Provided data ▸
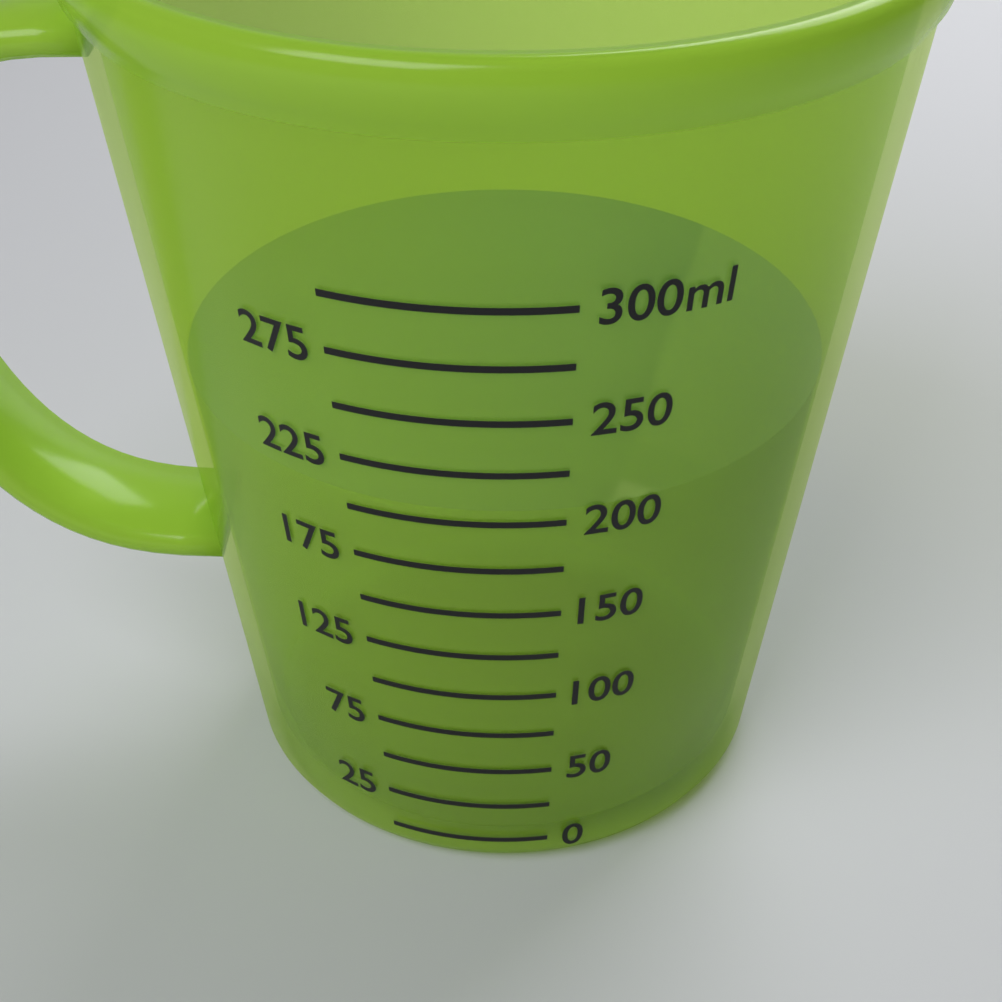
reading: 200 ml
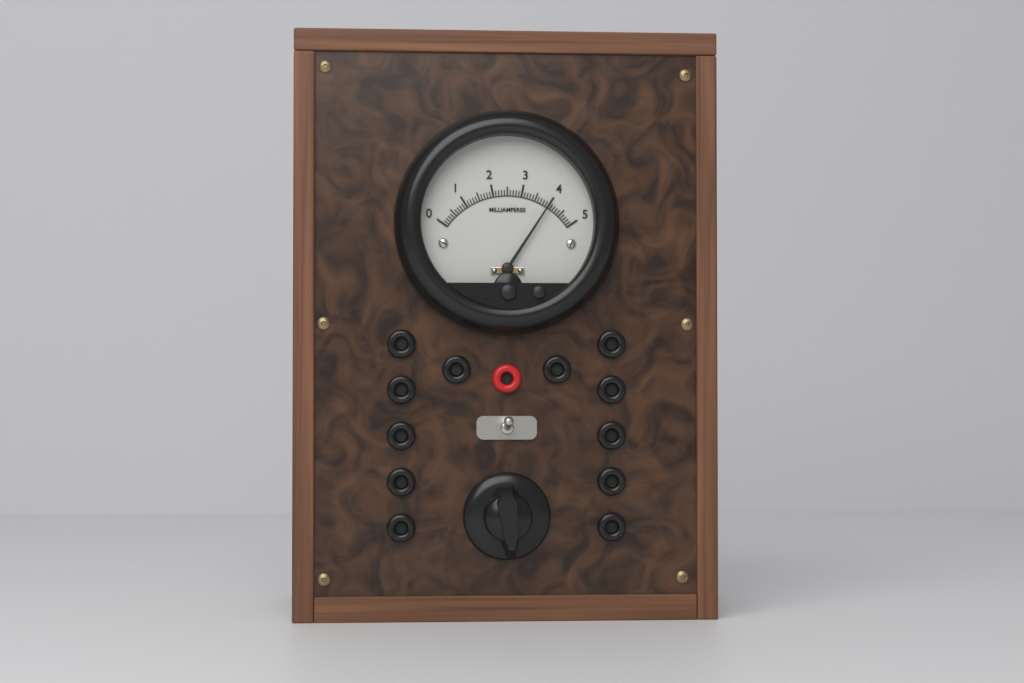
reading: 4.0 mA
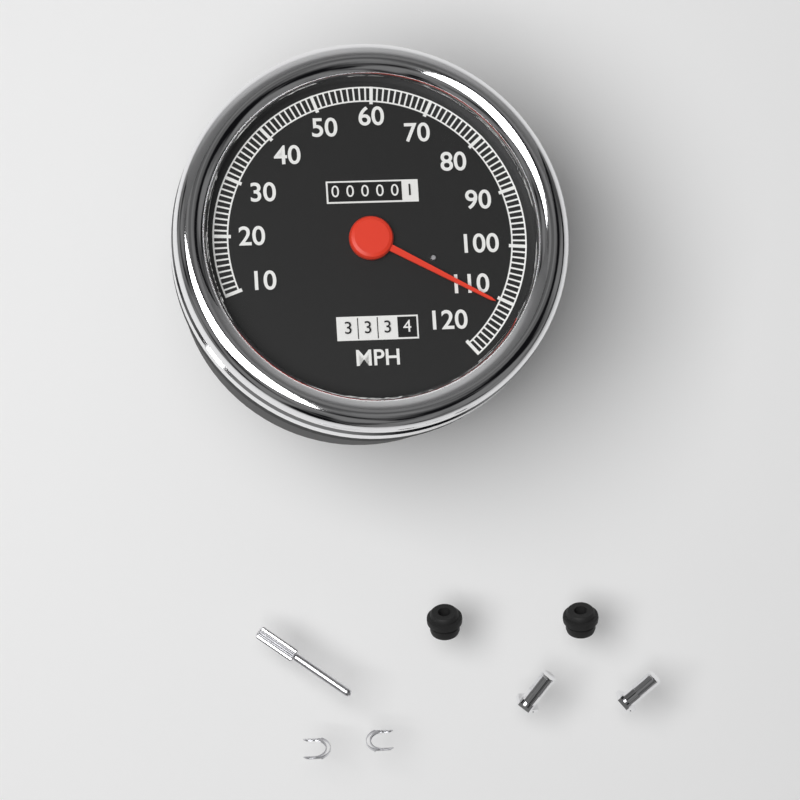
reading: 111 MPH
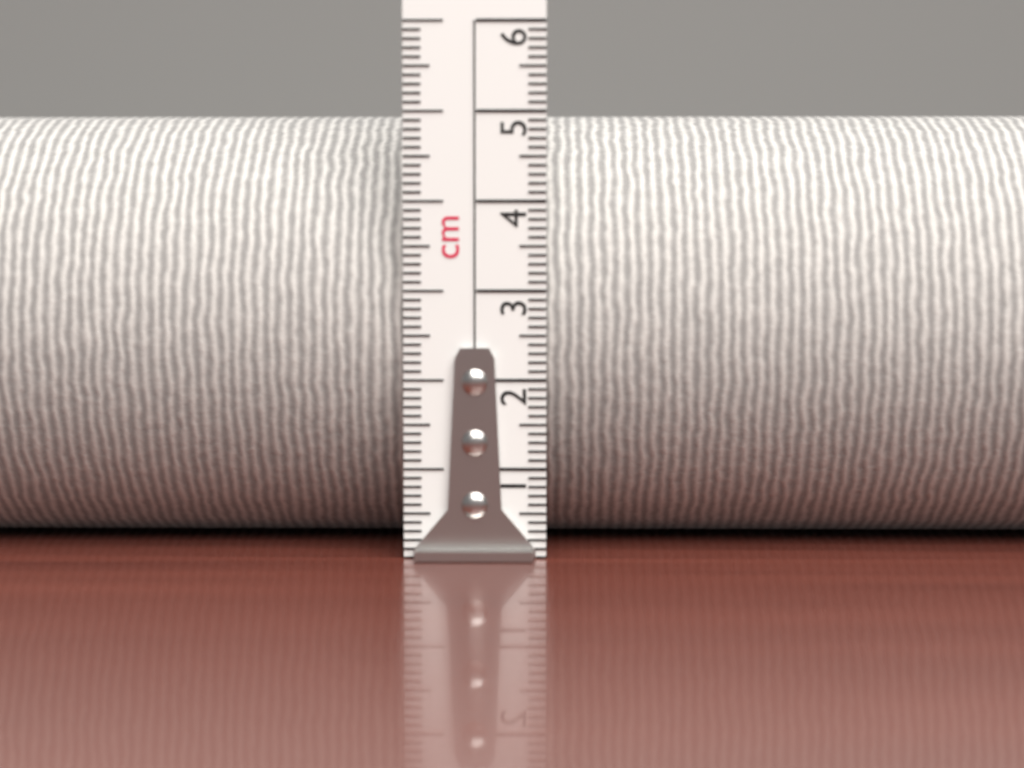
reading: 5.1 cm
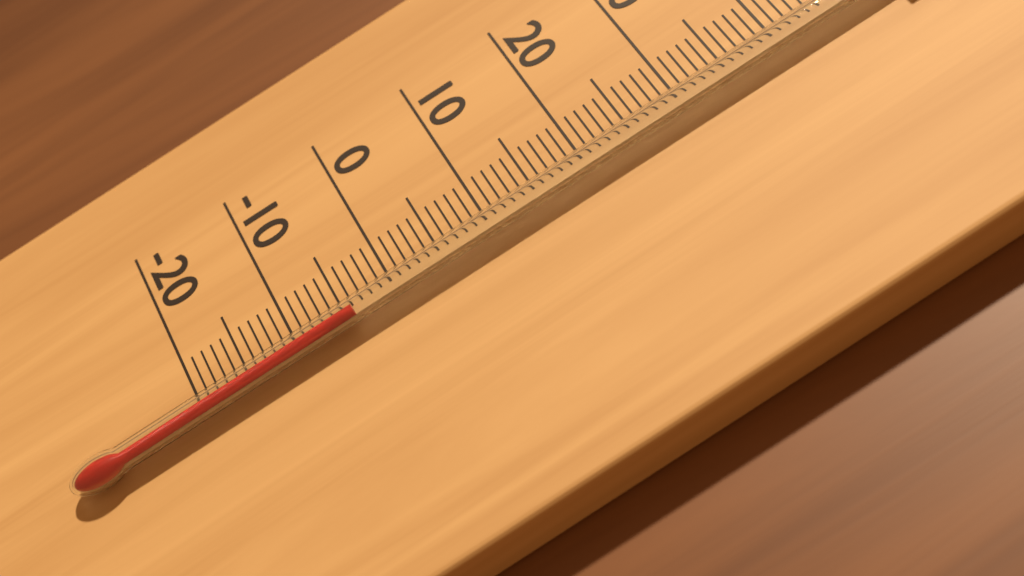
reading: -4 °C
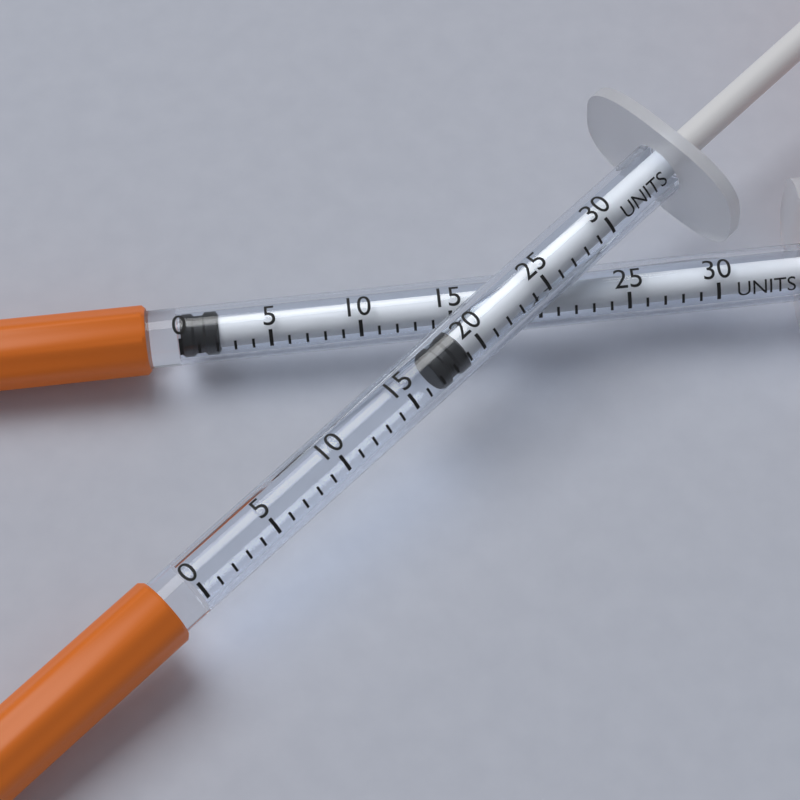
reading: 17 units
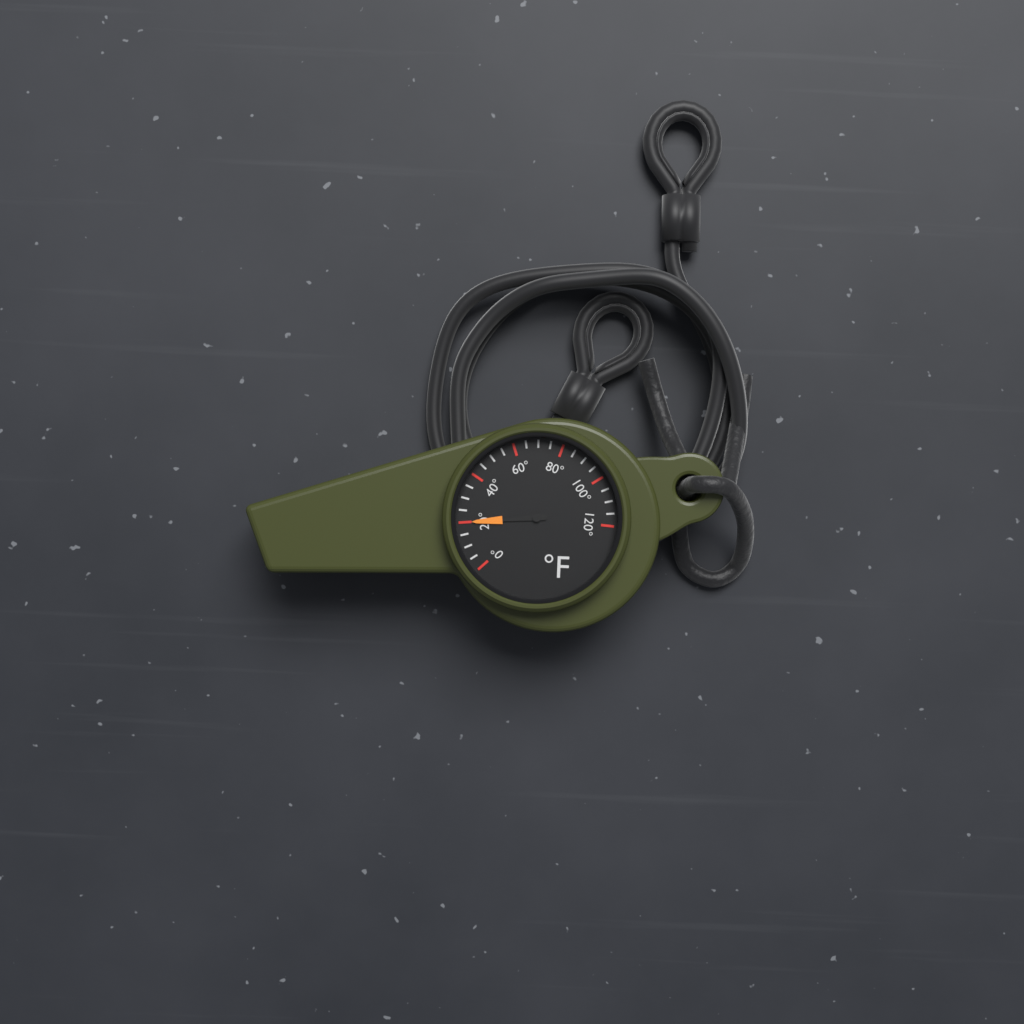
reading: 20 °F
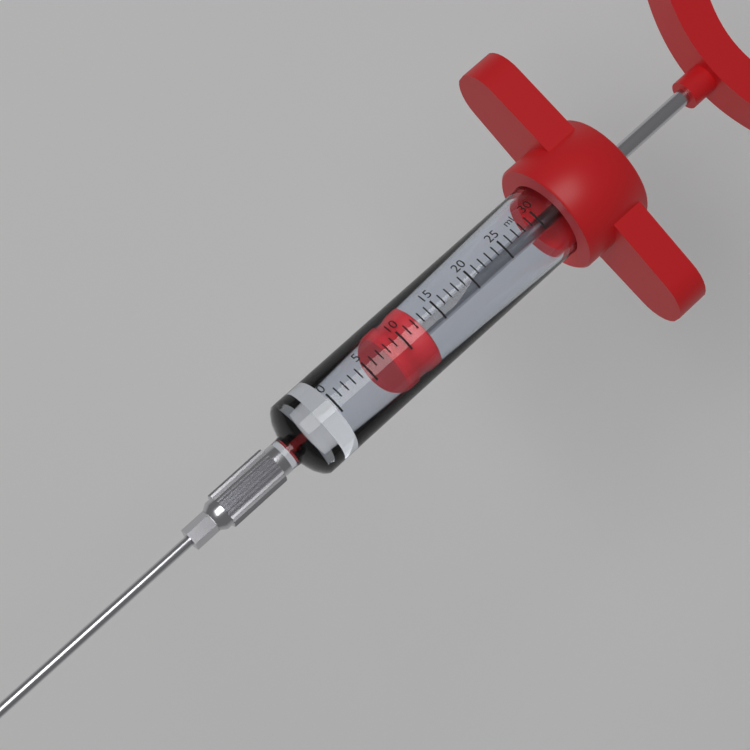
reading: 8 ml
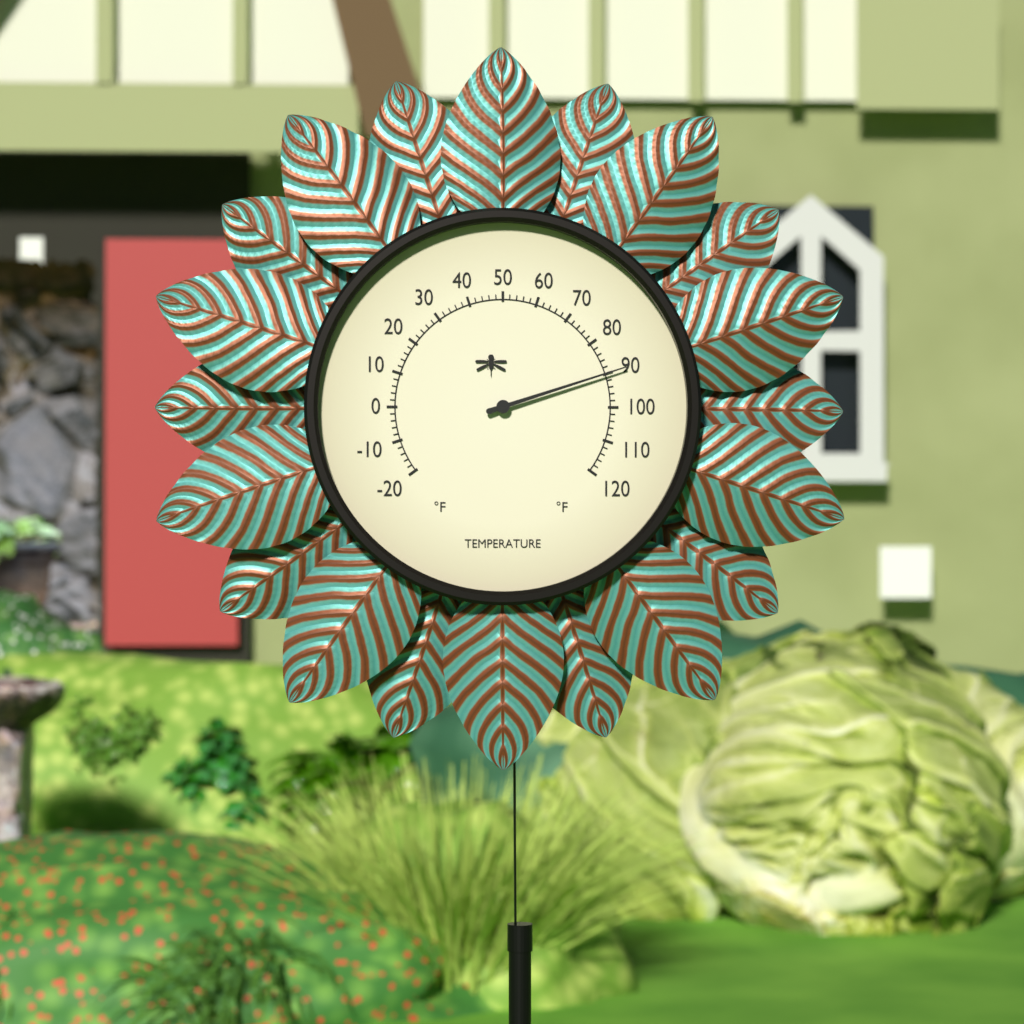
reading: 90 °F
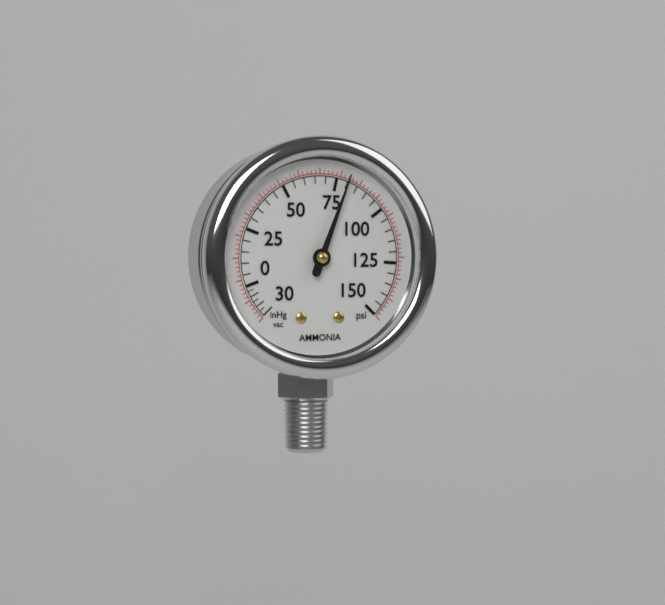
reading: 80 psi
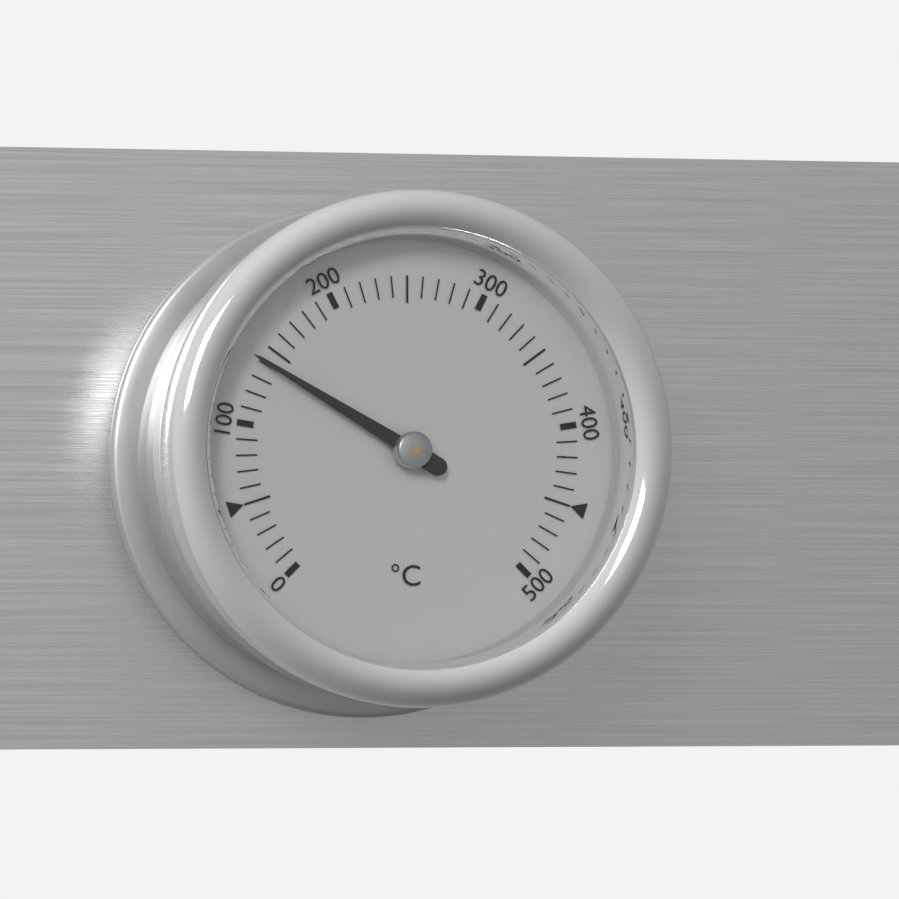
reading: 140 °C
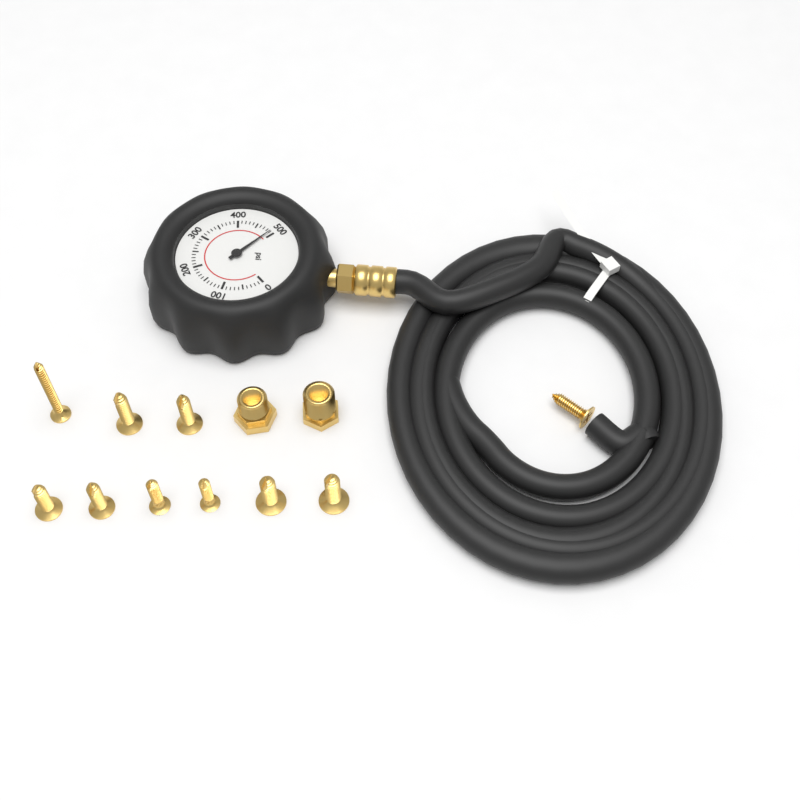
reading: 490 psi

Work instructions ▸ All of the material above is to be copied exactly, with no pictures.

Solution ▸
reading: 200 ml
reading: 4.0 mA
reading: 111 MPH
reading: 5.1 cm
reading: -4 °C
reading: 17 units
reading: 20 °F
reading: 8 ml
reading: 90 °F
reading: 80 psi
reading: 140 °C
reading: 490 psi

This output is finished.